February 4, 2013

Al-Qaeda Rises, Falls According To U.S. Politics

Last Sunday, The Washington Post published a not-so-fascinating map of al-Qaeda's diversification and decentralization from its previous headquarters in Pakistan and Afghanistan (although Osama bin Laden began jihad in response to U.S. troops on Saudi territory and Israel's occupation of Palestinian lands). The simplistic map is mis-weighted by an inaccurate assessment of al-Qaeda in the Arabian Peninsula (AQAP), whose prospects in Yemen remain on an upward "trend" despite losing territory. The insurgency is, at the least, treading sideways rather than permanently falling, and swapping AQAP would give three "green arrows" to al-Qaeda's core.

In any event, measuring the protracted nature of insurgency and terrorism in dualistic terms of "up" and "down" is the realm of mainstream media.

The Washington Post offers few pieces of information that would catch the attention of international observers, but one startling figure is the high estimate of al-Qaeda in Iraq: 2,500. The largest operational count on the map (if roughly accurate) not only occurs within a country that al-Qaeda entered after American soldiers - al-Qaeda has maintained a presence in a war that was supposed to be over. Today the network allegedly struck again when a suicide bomber infiltrated the Sahwa - "Sons of Iraq" - headquarters in Taji, presumably as retaliation for the so-called Sunni Awakening. An estimated 340 civilians were killed and many hundreds wounded in January alone and, with Baghdad paralyzed by a power struggle between Prime Minister Nouri al-Maliki and the Sunni opposition, Iraq's violence stands to persist and possibly intensify.

While al-Qaeda's ideology may be on set on a long-term "path to defeat," as the Obama administration and U.S. mainstream media continue to assert, an entire war has been declared over when it is far from it. This broken "promise" became the third leg of President Barack Obama's re-election campaign, illustrating how al-Qaeda's estimated strength varies in relation to the administration's political needs at a given time. Taking Syria into account adds a new dimension to this dilemma. Now the same war that is supposedly "over" is fueling a new war across the border and new fears in Washington, where concerns of al-Noura's influence have overshadowed other aspects of Syria's revolution.

The administration clearly wants these situations to cut both ways - Syria is new news, Iraq is old news. Highlighting accomplishments and concealing failures is standard practice.

Add al-Qaeda's operations Iraq and Syria to AQAP and, to a lesser extent AQIM's activities in North Africa, and al-Qaeda's momentum doesn't feel as weak as the Obama administration claims. This isn't to lobby in favor of escalation, but to advise against an endless campaign of militarizing Muslim states and the undermining of their peoples. In order to truly counter al-Qaeda's ideology over the long-term, U.S. foreign policy must invest in the political energy needed to compliment military operations and establish genuine relations with local populations.

Such a multidimensional policy remains sorely missing in Yemen, Iraq, Mali and Pakistan.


WHAT IS REQUIRED: Since the data must remain as supplied, reproduce it word for word.

RECORDS FOR THE EXERCISE:
┄┄┄┄┄┄┄┄┄┄┄┄┄┄┄┄┄┄┄┄
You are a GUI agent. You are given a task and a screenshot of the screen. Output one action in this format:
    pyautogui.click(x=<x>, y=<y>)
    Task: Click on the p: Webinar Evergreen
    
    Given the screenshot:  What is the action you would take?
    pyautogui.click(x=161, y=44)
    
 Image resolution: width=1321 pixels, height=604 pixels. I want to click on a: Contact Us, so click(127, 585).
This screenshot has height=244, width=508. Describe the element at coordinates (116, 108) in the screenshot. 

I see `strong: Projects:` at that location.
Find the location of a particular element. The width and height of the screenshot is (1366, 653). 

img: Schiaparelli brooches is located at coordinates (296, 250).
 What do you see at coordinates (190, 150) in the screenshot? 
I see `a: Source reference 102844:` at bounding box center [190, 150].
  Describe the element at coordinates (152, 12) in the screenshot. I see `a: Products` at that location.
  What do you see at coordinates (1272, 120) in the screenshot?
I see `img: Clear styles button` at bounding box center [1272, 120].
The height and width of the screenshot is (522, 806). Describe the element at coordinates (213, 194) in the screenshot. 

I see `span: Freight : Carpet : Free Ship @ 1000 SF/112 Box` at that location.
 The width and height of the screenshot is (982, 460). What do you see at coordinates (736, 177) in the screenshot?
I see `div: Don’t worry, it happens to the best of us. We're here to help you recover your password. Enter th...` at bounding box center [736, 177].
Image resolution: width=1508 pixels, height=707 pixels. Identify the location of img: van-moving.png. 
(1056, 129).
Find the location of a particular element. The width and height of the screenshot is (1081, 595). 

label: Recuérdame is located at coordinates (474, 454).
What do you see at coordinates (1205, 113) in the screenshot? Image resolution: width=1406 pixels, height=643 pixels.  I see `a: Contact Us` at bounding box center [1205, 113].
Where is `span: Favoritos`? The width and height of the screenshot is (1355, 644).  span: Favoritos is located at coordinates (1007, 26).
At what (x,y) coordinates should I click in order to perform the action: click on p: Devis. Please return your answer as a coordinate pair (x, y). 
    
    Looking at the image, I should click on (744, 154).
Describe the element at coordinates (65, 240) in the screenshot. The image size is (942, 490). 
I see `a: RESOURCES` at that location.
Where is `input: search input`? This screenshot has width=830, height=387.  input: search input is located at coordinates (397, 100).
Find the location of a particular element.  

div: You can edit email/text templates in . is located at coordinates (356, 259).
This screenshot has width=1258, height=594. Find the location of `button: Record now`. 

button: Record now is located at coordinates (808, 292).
┄┄┄┄┄┄┄┄┄┄┄┄┄┄┄┄┄┄┄┄
PROBLEM SOLUTION:
You are a GUI agent. You are given a task and a screenshot of the screen. Output one action in this format:
    pyautogui.click(x=<x>, y=<y>)
    Task: Click on the p: Webinar Evergreen
    
    Given the screenshot:  What is the action you would take?
    pyautogui.click(x=161, y=44)
    
 Image resolution: width=1321 pixels, height=604 pixels. I want to click on a: Contact Us, so click(127, 585).
This screenshot has height=244, width=508. Describe the element at coordinates (116, 108) in the screenshot. 

I see `strong: Projects:` at that location.
Find the location of a particular element. The width and height of the screenshot is (1366, 653). 

img: Schiaparelli brooches is located at coordinates (296, 250).
 What do you see at coordinates (190, 150) in the screenshot? 
I see `a: Source reference 102844:` at bounding box center [190, 150].
  Describe the element at coordinates (152, 12) in the screenshot. I see `a: Products` at that location.
  What do you see at coordinates (1272, 120) in the screenshot?
I see `img: Clear styles button` at bounding box center [1272, 120].
The height and width of the screenshot is (522, 806). Describe the element at coordinates (213, 194) in the screenshot. 

I see `span: Freight : Carpet : Free Ship @ 1000 SF/112 Box` at that location.
 The width and height of the screenshot is (982, 460). What do you see at coordinates (736, 177) in the screenshot?
I see `div: Don’t worry, it happens to the best of us. We're here to help you recover your password. Enter th...` at bounding box center [736, 177].
Image resolution: width=1508 pixels, height=707 pixels. Identify the location of img: van-moving.png. 
(1056, 129).
Find the location of a particular element. The width and height of the screenshot is (1081, 595). 

label: Recuérdame is located at coordinates (474, 454).
What do you see at coordinates (1205, 113) in the screenshot? Image resolution: width=1406 pixels, height=643 pixels.  I see `a: Contact Us` at bounding box center [1205, 113].
Where is `span: Favoritos`? The width and height of the screenshot is (1355, 644).  span: Favoritos is located at coordinates (1007, 26).
At what (x,y) coordinates should I click in order to perform the action: click on p: Devis. Please return your answer as a coordinate pair (x, y). 
    
    Looking at the image, I should click on (744, 154).
Describe the element at coordinates (65, 240) in the screenshot. The image size is (942, 490). 
I see `a: RESOURCES` at that location.
Where is `input: search input`? This screenshot has width=830, height=387.  input: search input is located at coordinates (397, 100).
Find the location of a particular element.  

div: You can edit email/text templates in . is located at coordinates (356, 259).
This screenshot has width=1258, height=594. Find the location of `button: Record now`. 

button: Record now is located at coordinates (808, 292).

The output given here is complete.